Well color me lucky I guess.
The way I feed and have my animals dialed in, the rodent never does get a chance ... 99.99% of the time, my snakes lunge out of their tubs and snatch the rodent off of the tongs throwing coils around them so fast if you blink you'll miss it. Most of them have to be lifted back in to the tub because they are dangling in mid air wrapped around the rodent. I have less than a handful of animals that need to eat in the privacy of their own tubs with no one around and for them, reducing stress by leaving the enclosure in tact is critical.
My guess would be that the problem is more about your "routine" than anything to do with "obstacles in the kill zone" ... your snake has evolved over millions of years to be one of the most efficient predators in the history of this planet ... things in it's way aren't a problem ... it's having live rodents thrown into it's environment unexpectedly that usually messes them up.
Why would you believe that I don't have snakes set up in decorative enclosures?
I have no idea ... I only work with ball pythons.
Your questions seem to be based all around things going wrong after the rodent is presented to the snake ... what I advocate is to prepare your snake in advance and there won't be any time for the rodent to do anything. If live feedings are done properly by the keeper, the rodent should be out of commision fractions of a second after being presented to the ball python. That's how I do it at least.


▶ _Task brief_: All of the listing should be returned as written, apart from any picture in it.

Start of Given data

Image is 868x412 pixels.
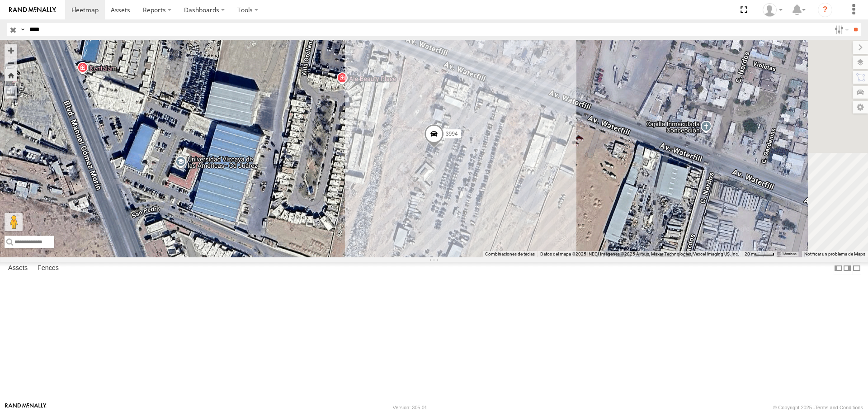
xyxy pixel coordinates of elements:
[485,251,535,257] button: Combinaciones de teclas
[5,44,17,57] button: Zoom in
[5,69,17,82] button: Zoom Home
[5,403,46,412] a: Visit our Website
[759,3,786,16] div: carolina herrera
[540,251,739,257] span: Datos del mapa ©2025 INEGI Imágenes ©2025 Airbus, Maxar Technologies, Vexcel Imaging US, Inc.
[742,251,777,257] button: Escala del mapa: 20 m por 39 píxeles
[5,86,17,99] label: Measure
[4,262,32,275] label: Assets
[818,2,832,17] i: ?
[852,262,861,275] label: Hide Summary Table
[5,57,17,69] button: Zoom out
[19,23,26,36] label: Search Query
[5,213,23,232] button: Arrastra al hombrecito al mapa para abrir Street View
[773,405,863,410] div: © Copyright 2025 -
[804,251,865,257] a: Notificar un problema de Maps
[852,101,868,114] label: Map Settings
[782,252,797,256] a: Términos
[33,262,64,275] label: Fences
[744,251,754,257] span: 20 m
[445,131,458,137] span: 3994
[815,405,863,410] a: Terms and Conditions
[830,23,850,36] label: Search Filter Options
[833,262,842,275] label: Dock Summary Table to the Left
[393,405,427,410] div: Version: 305.01
[9,7,56,13] img: rand-logo.svg
[842,262,852,275] label: Dock Summary Table to the Right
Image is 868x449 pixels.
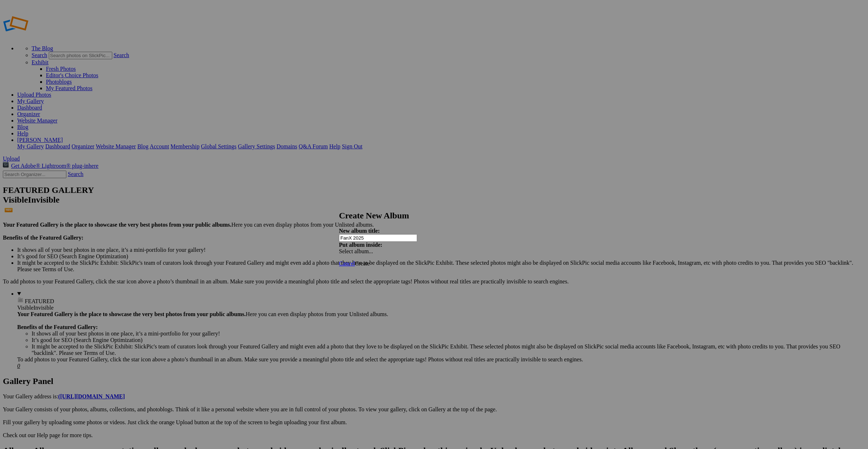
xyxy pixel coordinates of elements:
h2: Create New Album [339,211,529,221]
strong: Put album inside: [339,242,383,248]
span: Create [355,260,370,267]
a: Cancel [339,260,355,267]
span: Select album... [339,248,373,254]
strong: New album title: [339,228,380,234]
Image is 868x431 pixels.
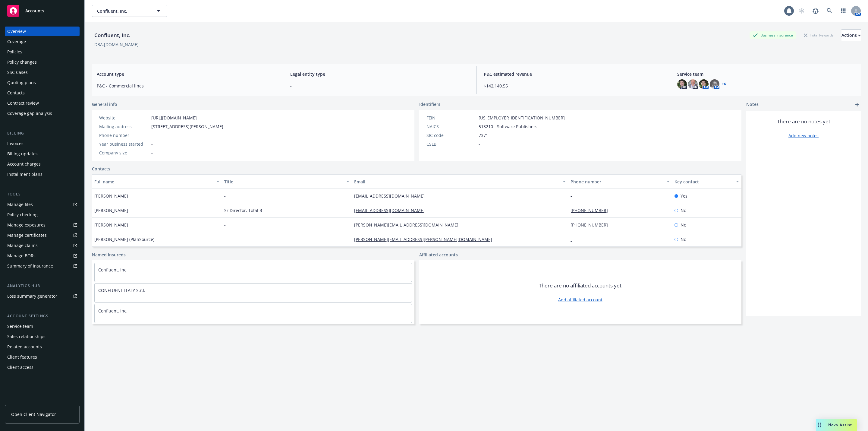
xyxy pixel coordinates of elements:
[11,411,56,417] span: Open Client Navigator
[677,71,856,77] span: Service team
[151,123,223,129] span: [STREET_ADDRESS][PERSON_NAME]
[7,261,53,271] div: Summary of insurance
[99,308,127,314] a: Confluent, Inc.
[92,166,110,172] a: Contacts
[5,57,80,67] a: Policy changes
[5,332,80,341] a: Sales relationships
[675,178,733,185] div: Key contact
[7,291,57,301] div: Loss summary generator
[478,141,480,147] span: -
[571,236,577,242] a: -
[7,231,47,240] div: Manage certificates
[484,82,663,89] span: $142,140.55
[801,32,836,39] div: Total Rewards
[722,82,726,86] a: +6
[354,193,429,198] a: [EMAIL_ADDRESS][DOMAIN_NAME]
[842,30,861,41] div: Actions
[7,321,33,331] div: Service team
[224,222,226,228] span: -
[99,132,149,139] div: Phone number
[688,79,698,89] img: photo
[681,222,686,228] span: No
[5,109,80,118] a: Coverage gap analysis
[224,236,226,242] span: -
[5,291,80,301] a: Loss summary generator
[7,332,46,341] div: Sales relationships
[99,123,149,129] div: Mailing address
[5,99,80,108] a: Contract review
[99,141,149,147] div: Year business started
[5,191,80,197] div: Tools
[222,175,352,189] button: Title
[97,71,276,77] span: Account type
[290,71,469,77] span: Legal entity type
[95,193,128,199] span: [PERSON_NAME]
[426,132,476,139] div: SIC code
[92,5,167,17] button: Confluent, Inc.
[92,251,126,258] a: Named insureds
[5,283,80,289] div: Analytics hub
[7,37,26,46] div: Coverage
[352,175,568,189] button: Email
[816,419,824,431] div: Drag to move
[25,8,44,14] span: Accounts
[290,82,469,89] span: -
[5,313,80,319] div: Account settings
[796,5,808,17] a: Start snowing
[478,123,538,129] span: 513210 - Software Publishers
[478,115,565,121] span: [US_EMPLOYER_IDENTIFICATION_NUMBER]
[7,352,37,362] div: Client features
[354,178,559,185] div: Email
[854,101,861,108] a: add
[750,32,796,39] div: Business Insurance
[95,178,212,185] div: Full name
[5,88,80,98] a: Contacts
[5,3,80,19] a: Accounts
[354,222,463,227] a: [PERSON_NAME][EMAIL_ADDRESS][DOMAIN_NAME]
[828,422,852,427] span: Nova Assist
[92,175,222,189] button: Full name
[746,101,759,108] span: Notes
[224,207,262,213] span: Sr Director, Total R
[5,26,80,36] a: Overview
[7,57,37,67] div: Policy changes
[5,37,80,46] a: Coverage
[151,132,153,139] span: -
[151,115,197,120] a: [URL][DOMAIN_NAME]
[92,101,117,108] span: General info
[5,210,80,220] a: Policy checking
[5,261,80,271] a: Summary of insurance
[789,133,818,139] a: Add new notes
[7,109,52,118] div: Coverage gap analysis
[95,236,155,242] span: [PERSON_NAME] (PlanSource)
[571,222,613,227] a: [PHONE_NUMBER]
[842,29,861,41] button: Actions
[699,79,709,89] img: photo
[7,159,41,169] div: Account charges
[5,169,80,179] a: Installment plans
[7,241,38,251] div: Manage claims
[354,207,429,213] a: [EMAIL_ADDRESS][DOMAIN_NAME]
[824,5,836,17] a: Search
[426,115,476,121] div: FEIN
[5,321,80,331] a: Service team
[7,99,39,108] div: Contract review
[7,220,46,230] div: Manage exposures
[7,210,38,220] div: Policy checking
[95,41,138,48] div: DBA: [DOMAIN_NAME]
[97,82,276,89] span: P&C - Commercial lines
[7,169,42,179] div: Installment plans
[7,363,33,372] div: Client access
[7,149,38,158] div: Billing updates
[95,222,128,228] span: [PERSON_NAME]
[99,287,146,293] a: CONFLUENT ITALY S.r.l.
[5,47,80,57] a: Policies
[99,149,149,156] div: Company size
[681,236,686,242] span: No
[571,178,663,185] div: Phone number
[681,193,688,199] span: Yes
[710,79,719,89] img: photo
[7,342,42,352] div: Related accounts
[5,342,80,352] a: Related accounts
[7,88,24,98] div: Contacts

End of Given data

▶ _Result of the exercise_:
Image is 868x412 pixels.
xyxy pixel coordinates of elements:
[485,251,535,257] button: Combinaciones de teclas
[5,44,17,57] button: Zoom in
[5,69,17,82] button: Zoom Home
[5,403,46,412] a: Visit our Website
[759,3,786,16] div: carolina herrera
[540,251,739,257] span: Datos del mapa ©2025 INEGI Imágenes ©2025 Airbus, Maxar Technologies, Vexcel Imaging US, Inc.
[742,251,777,257] button: Escala del mapa: 20 m por 39 píxeles
[5,86,17,99] label: Measure
[4,262,32,275] label: Assets
[818,2,832,17] i: ?
[852,262,861,275] label: Hide Summary Table
[5,57,17,69] button: Zoom out
[19,23,26,36] label: Search Query
[5,213,23,232] button: Arrastra al hombrecito al mapa para abrir Street View
[773,405,863,410] div: © Copyright 2025 -
[804,251,865,257] a: Notificar un problema de Maps
[852,101,868,114] label: Map Settings
[782,252,797,256] a: Términos
[33,262,64,275] label: Fences
[744,251,754,257] span: 20 m
[445,131,458,137] span: 3994
[815,405,863,410] a: Terms and Conditions
[830,23,850,36] label: Search Filter Options
[833,262,842,275] label: Dock Summary Table to the Left
[393,405,427,410] div: Version: 305.01
[9,7,56,13] img: rand-logo.svg
[842,262,852,275] label: Dock Summary Table to the Right
Image is 868x449 pixels.
xyxy pixel coordinates of elements:
h2: Create New Album [339,211,529,221]
strong: Put album inside: [339,242,383,248]
span: Create [355,260,370,267]
a: Cancel [339,260,355,267]
span: Select album... [339,248,373,254]
strong: New album title: [339,228,380,234]
Image is 868x431 pixels.
xyxy pixel coordinates of elements:
[11,411,56,417] span: Open Client Navigator
[677,71,856,77] span: Service team
[151,123,223,129] span: [STREET_ADDRESS][PERSON_NAME]
[7,261,53,271] div: Summary of insurance
[99,308,127,314] a: Confluent, Inc.
[92,166,110,172] a: Contacts
[5,57,80,67] a: Policy changes
[5,332,80,341] a: Sales relationships
[675,178,733,185] div: Key contact
[7,291,57,301] div: Loss summary generator
[478,141,480,147] span: -
[571,236,577,242] a: -
[7,231,47,240] div: Manage certificates
[484,82,663,89] span: $142,140.55
[801,32,836,39] div: Total Rewards
[722,82,726,86] a: +6
[354,193,429,198] a: [EMAIL_ADDRESS][DOMAIN_NAME]
[842,30,861,41] div: Actions
[7,321,33,331] div: Service team
[224,222,226,228] span: -
[99,132,149,139] div: Phone number
[688,79,698,89] img: photo
[681,222,686,228] span: No
[5,109,80,118] a: Coverage gap analysis
[224,236,226,242] span: -
[5,291,80,301] a: Loss summary generator
[7,332,46,341] div: Sales relationships
[99,123,149,129] div: Mailing address
[5,99,80,108] a: Contract review
[99,141,149,147] div: Year business started
[5,191,80,197] div: Tools
[222,175,352,189] button: Title
[97,71,276,77] span: Account type
[290,71,469,77] span: Legal entity type
[95,193,128,199] span: [PERSON_NAME]
[426,132,476,139] div: SIC code
[92,5,167,17] button: Confluent, Inc.
[92,251,126,258] a: Named insureds
[5,283,80,289] div: Analytics hub
[7,37,26,46] div: Coverage
[352,175,568,189] button: Email
[816,419,824,431] div: Drag to move
[25,8,44,14] span: Accounts
[290,82,469,89] span: -
[5,313,80,319] div: Account settings
[796,5,808,17] a: Start snowing
[478,123,538,129] span: 513210 - Software Publishers
[478,115,565,121] span: [US_EMPLOYER_IDENTIFICATION_NUMBER]
[7,352,37,362] div: Client features
[354,178,559,185] div: Email
[854,101,861,108] a: add
[750,32,796,39] div: Business Insurance
[95,178,212,185] div: Full name
[5,88,80,98] a: Contacts
[5,3,80,19] a: Accounts
[354,222,463,227] a: [PERSON_NAME][EMAIL_ADDRESS][DOMAIN_NAME]
[828,422,852,427] span: Nova Assist
[92,175,222,189] button: Full name
[746,101,759,108] span: Notes
[224,207,262,213] span: Sr Director, Total R
[5,26,80,36] a: Overview
[7,57,37,67] div: Policy changes
[5,37,80,46] a: Coverage
[151,132,153,139] span: -
[151,115,197,120] a: [URL][DOMAIN_NAME]
[92,101,117,108] span: General info
[5,210,80,220] a: Policy checking
[5,261,80,271] a: Summary of insurance
[789,133,818,139] a: Add new notes
[7,109,52,118] div: Coverage gap analysis
[95,236,155,242] span: [PERSON_NAME] (PlanSource)
[571,222,613,227] a: [PHONE_NUMBER]
[842,29,861,41] button: Actions
[699,79,709,89] img: photo
[7,159,41,169] div: Account charges
[5,169,80,179] a: Installment plans
[7,241,38,251] div: Manage claims
[354,207,429,213] a: [EMAIL_ADDRESS][DOMAIN_NAME]
[824,5,836,17] a: Search
[426,115,476,121] div: FEIN
[5,321,80,331] a: Service team
[7,99,39,108] div: Contract review
[7,220,46,230] div: Manage exposures
[7,210,38,220] div: Policy checking
[95,41,138,48] div: DBA: [DOMAIN_NAME]
[97,82,276,89] span: P&C - Commercial lines
[7,169,42,179] div: Installment plans
[7,363,33,372] div: Client access
[7,149,38,158] div: Billing updates
[95,222,128,228] span: [PERSON_NAME]
[99,287,146,293] a: CONFLUENT ITALY S.r.l.
[5,47,80,57] a: Policies
[99,149,149,156] div: Company size
[681,236,686,242] span: No
[571,178,663,185] div: Phone number
[681,193,688,199] span: Yes
[710,79,719,89] img: photo
[7,342,42,352] div: Related accounts
[5,342,80,352] a: Related accounts
[7,88,24,98] div: Contacts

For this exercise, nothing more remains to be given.